Silence. Then: “You’re joking.” Mildly alarmed.
“I. . Kathryn Gilkeson,” I stammer, reading the name from the piece of paper.
“You’re a mean man.”
“No, I’m. .”
“I know who you are. I can find you.”
“Find me?”
“Your number’s on my caller ID. I’m in the middle of something. Please don’t bother me again.”
“I want you to find me. I want to find you. I. .”
“I’m getting off now.” Click.
I droop my head. What the hell was that? And what was I expecting? My forethought was nonexistent. Maybe, no surprise; a concussion stuns the frontal lobe, the part of the brain involved in planning and setting priorities.
Time for a different tack. I etch out a text. “It’s Nat Idle. Again. Sorry for foot-in-mouth. Have? about Alan P. I’m on up-and-up. Google me.”
I look at it. If this person is bad news and associated with dead Alan, it’ll come to her as no surprise that I’m Nat Idle, the journalist, trying to track her down. She’ll dump the text and that’ll be that.
If, on the other hand, she’s completely uninvolved, I’ll do no harm by sending a text referring to Alan P.
But if she, or someone named Kathryn, has some indirect role in any of this, I might pique her curiosity and prompt her to answer my phone call at some future point. In other words, I send the text and risk putting her off, or don’t send and risk that I already have.
I hit send. I stare at the phone, conditioned for immediate response, but knowing that none is forthcoming.
I consider my hasty decision to call the phone number on the piece of paper, and the bouts of wooziness. I picture Alan’s body, squeezed into a hallway, likely felled from natural causes bu
t who knows?
People are dying-and being reported as dead in fake obituaries-strange happenings to digest even if I were in my right mind, which I’m not.
Still slumped in the car, I peer out the driver’s-side window.

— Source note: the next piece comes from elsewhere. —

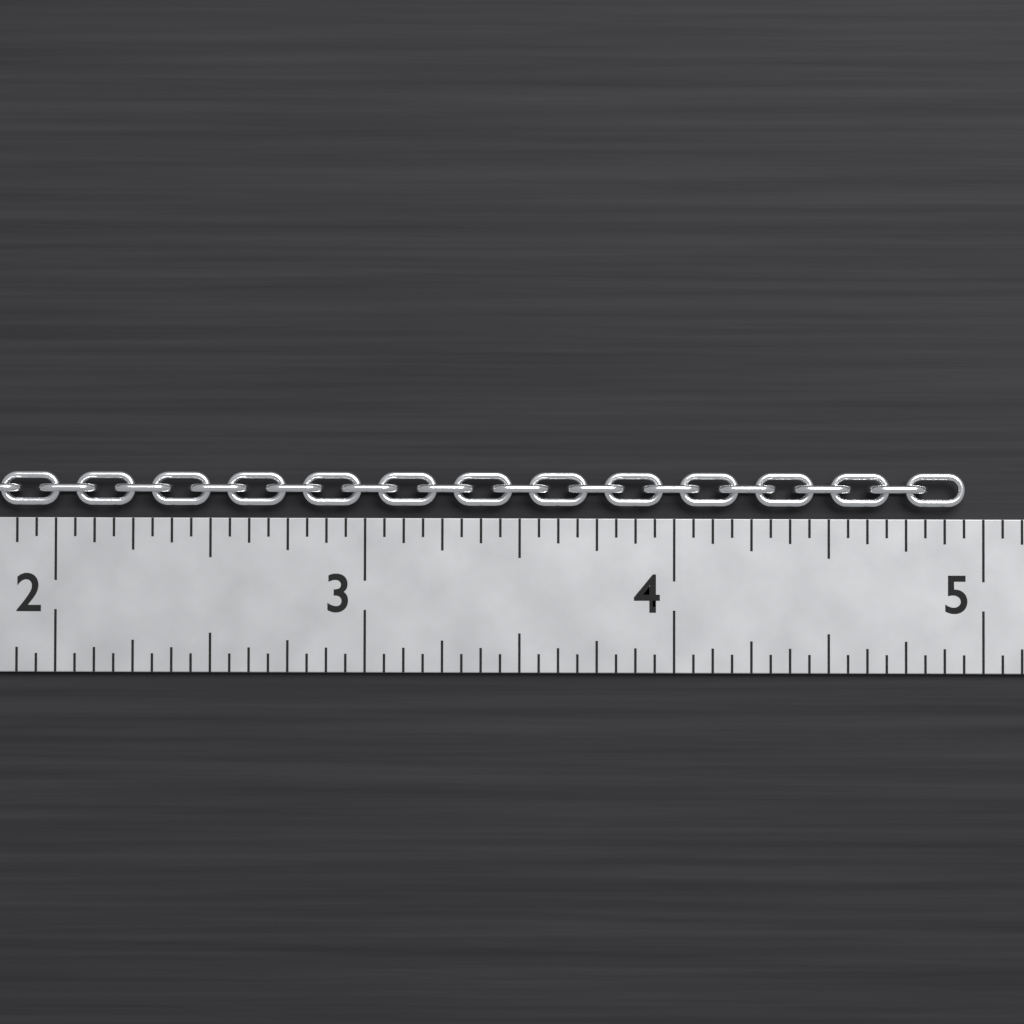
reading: 4.9375 in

On the foot of the stairs of a faded purple Victorian, a toddler stuffed into a winter coat draws on the ground with a piece of chalk nearly as thick as her arm. The girl puts the green chalk in her mouth and looks up at a woman sitting on the stair above, expecting or seeking admonition. But her mom is fiddling with her cell phone, too distracted to engage. The girl looks my direction, perhaps sensing my gaze, and starts drawing again. I think back to Polly. Even when we were together, she spent so much time on her phone. Was that the problem? She ultimately didn’t want to or couldn’t fully connect with me?

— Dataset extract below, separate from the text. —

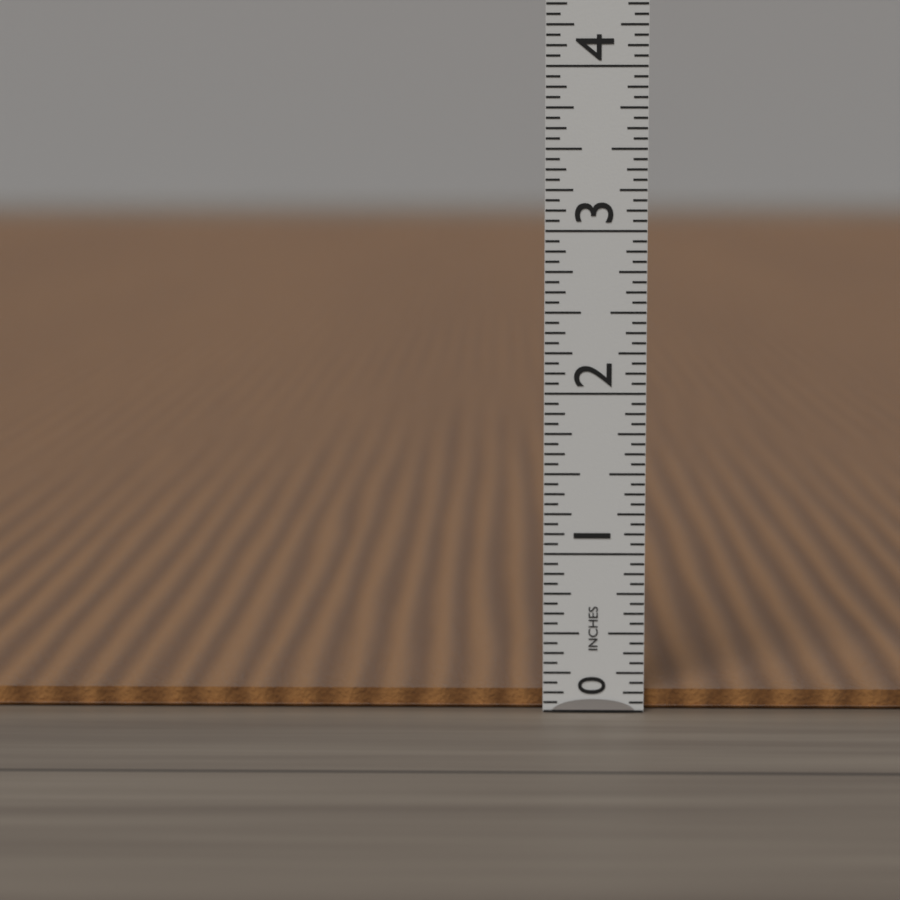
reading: 0.1250 in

I shake my head to send the memory scurrying. I look at the dashboard’s digital clock. It’s almost two. I’m both nauseous and craving something salty.
Brain blank, I drive back to my office. Three doors down is a hole-in-the-wall pizza joint where the dyspeptic Chinese proprietor with a world-class comb-over and perpetual laryngitis doubles as a holistic healer, offering five-minute neck massages in a chair near the brick oven for $10. In Hollywood, everyone aspires to be an actor or writer. In San Francisco, a healer. I’ve run into a lawyer doubling as a yoga instructor and a schoolteacher who spends her weekends organizing silent retreats in frenetic Union Square, the idea being to learn to listen to yourself amid chaos and, apparently, shopping.

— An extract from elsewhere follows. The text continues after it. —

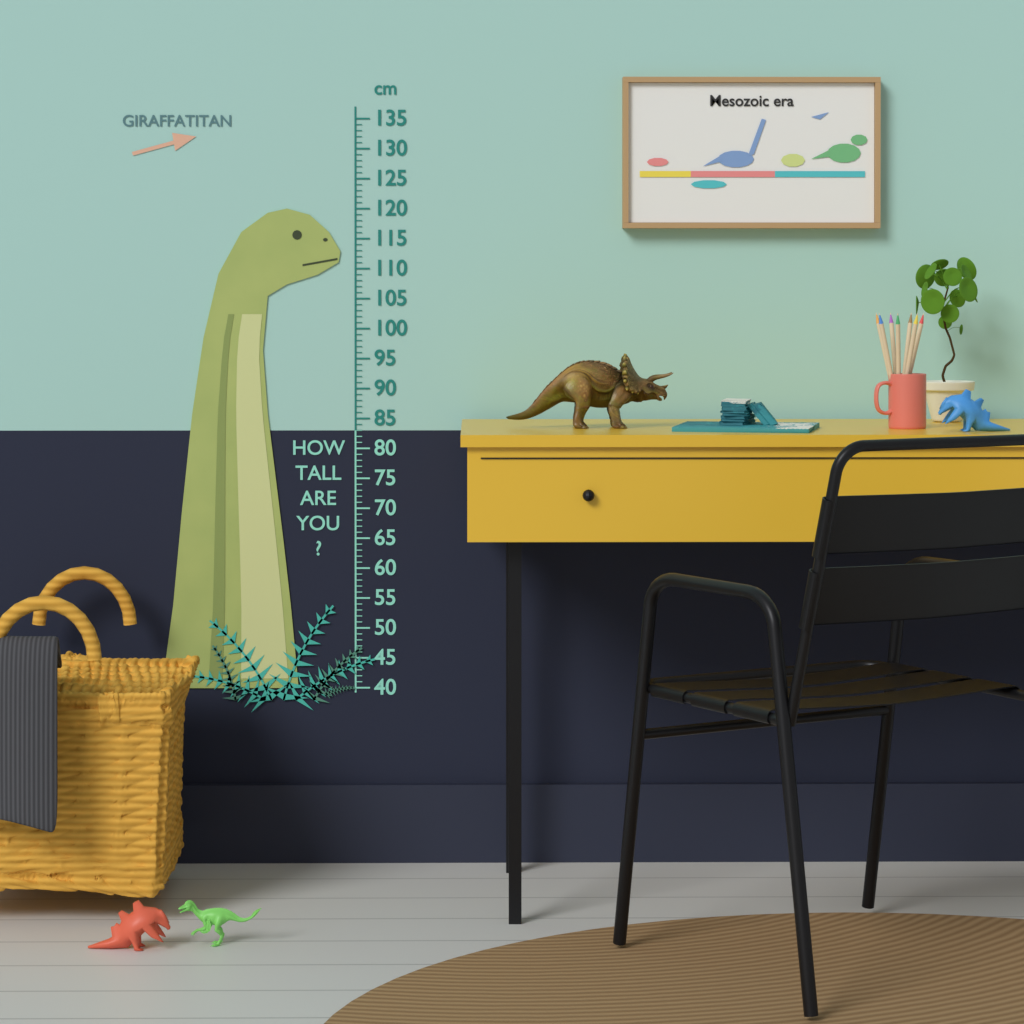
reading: 120 cm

For his part, the pizza guy’s subspecialty is shiatsu pressure points. I’ve never experienced his handiwork, but I find his mushroom and pepperoni to have spiritual properties.
I plop onto a cheap metal stool at the ancient yellow Formica counter. Heat from the brick oven makes this tiny place unforgivably hot on many days but is just right today with foggy chill seeping into everything. Steam smudges the glass door and the waist-high windows where I can see passersby passing by. From my pocket, I pull the paper I found on Alan’s desk and spread it on the counter. I gesture to the proprietor, who is half glancing at a TV airing a reenactment of a sea battle between two ancient ships, the story subtitled in Chinese.